Give the genotype of each of the parents in each of the following. i. A gray, normal male mated with a gray, normal female produce 38 gray normal, 15 gray waltzers, 11 white normal and 4 white waltzers. ii. A gray, normal male mated with a gray, normal female produce 38 gray normal, 15 gray waltzers, 11 white normal and 4 white waltzers. iii. A gray, normal male mated with a white, waltzer female produces 8 normal, 7 gray waltzers, 9 white normal and 6 white waltzers. I would like to check my work :)
i. GGNn x ggNn ii. GgNn x GnNn iii. GgNn x ggnn
What a wonderful question. Though haven't you posted the same condition (i) and (ii) twice? Parents are the same, offspring at the same in both crosses? You know that 'grey' is dominant to 'white' and that 'normal' is dominant to 'waltzer.' You get this from the first two crosses: in the first two crosses, both parents are grey - yet they have some white offspring. Similarly both parents are 'normal' yet they have some offspring with a different phenotype, waltzer, so they must have alleles for waltzer masked by normal alleles. So I'd say the parent genotypes in (i) and (ii) are both GgNn x GgNn. Taking the very non conventional notation you have adopted of naming alleles for the dominant phenotype instead of the recessive one. ;) The third cross is a test cross - when an unknown individual, the male in this case, is mated with an individual who is entirely recessive. The female in this case. If she had a dominant allele for either color or normal/waltzer, she'd exhibit the dominant phenotype and she doesn't. So she is ggnn. Look at the possibilities for Dad: from his phenotype, he is grey (dominant) and normal (dominant). So he could be either heterozygous or homozygous dominant for both those traits. His possible genotypes are: GGNN GgNN GgNn GGNn You know that some of his offspring are white - so they must get a recessive color allele from Dad to go with their recessive color allele from Mom. So he must he heterozygous for Gg. Similarly, some of his offspring are waltzers, so they must have got that recessive allele from him too. So you know he is Nn. So GgNn x ggnn for the third. Still puzzled about the (i) and (ii) crosses.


= THE TASK =
Which lines of the listing below contain the word "chart"? Copy each of them.

= RECORDS SHOWN =

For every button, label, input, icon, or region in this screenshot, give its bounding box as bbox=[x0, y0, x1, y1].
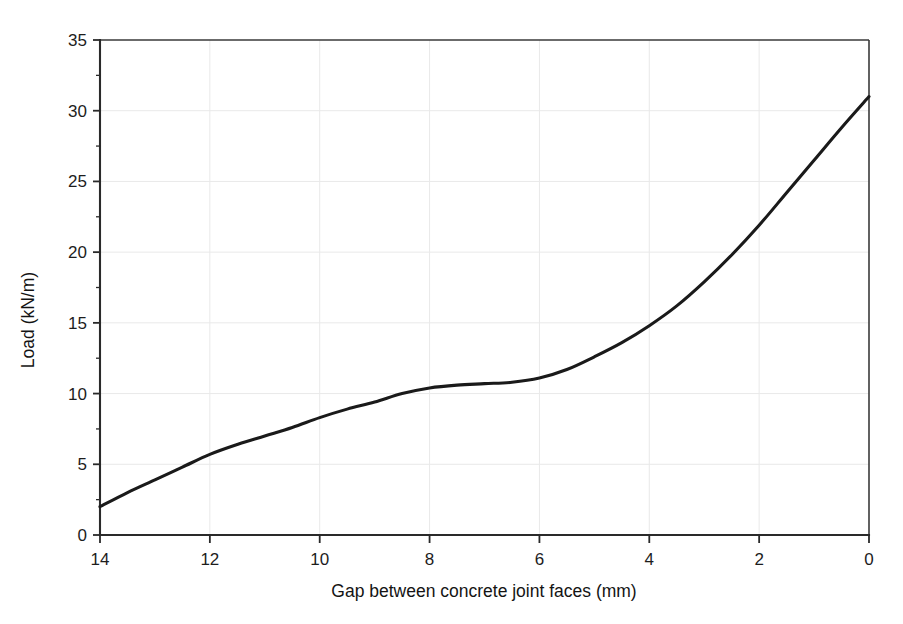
chart-plot-svg: 05101520253035 14121086420 Gap between c… bbox=[0, 0, 903, 624]
x-tick-label: 0 bbox=[864, 550, 873, 569]
x-tick-label: 10 bbox=[310, 550, 329, 569]
y-tick-label: 25 bbox=[68, 172, 87, 191]
x-tick-label: 6 bbox=[535, 550, 544, 569]
y-tick-label: 15 bbox=[68, 314, 87, 333]
y-tick-label: 30 bbox=[68, 102, 87, 121]
x-tick-label: 14 bbox=[91, 550, 110, 569]
y-tick-label: 20 bbox=[68, 243, 87, 262]
chart-figure: 05101520253035 14121086420 Gap between c… bbox=[0, 0, 903, 624]
x-axis-title: Gap between concrete joint faces (mm) bbox=[331, 581, 636, 601]
y-tick-label: 0 bbox=[78, 526, 87, 545]
y-tick-label: 10 bbox=[68, 385, 87, 404]
y-axis-tick-labels: 05101520253035 bbox=[68, 31, 87, 545]
x-tick-label: 12 bbox=[200, 550, 219, 569]
x-axis-tick-labels: 14121086420 bbox=[91, 550, 874, 569]
y-tick-label: 5 bbox=[78, 455, 87, 474]
x-tick-label: 4 bbox=[645, 550, 654, 569]
y-tick-label: 35 bbox=[68, 31, 87, 50]
plot-background bbox=[100, 40, 869, 535]
x-tick-label: 8 bbox=[425, 550, 434, 569]
y-axis-title: Load (kN/m) bbox=[18, 272, 38, 368]
x-tick-label: 2 bbox=[754, 550, 763, 569]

= EXERCISE RESPONSE =
chart-plot-svg: 05101520253035 14121086420 Gap between c… bbox=[0, 0, 903, 624]
chart-figure: 05101520253035 14121086420 Gap between c… bbox=[0, 0, 903, 624]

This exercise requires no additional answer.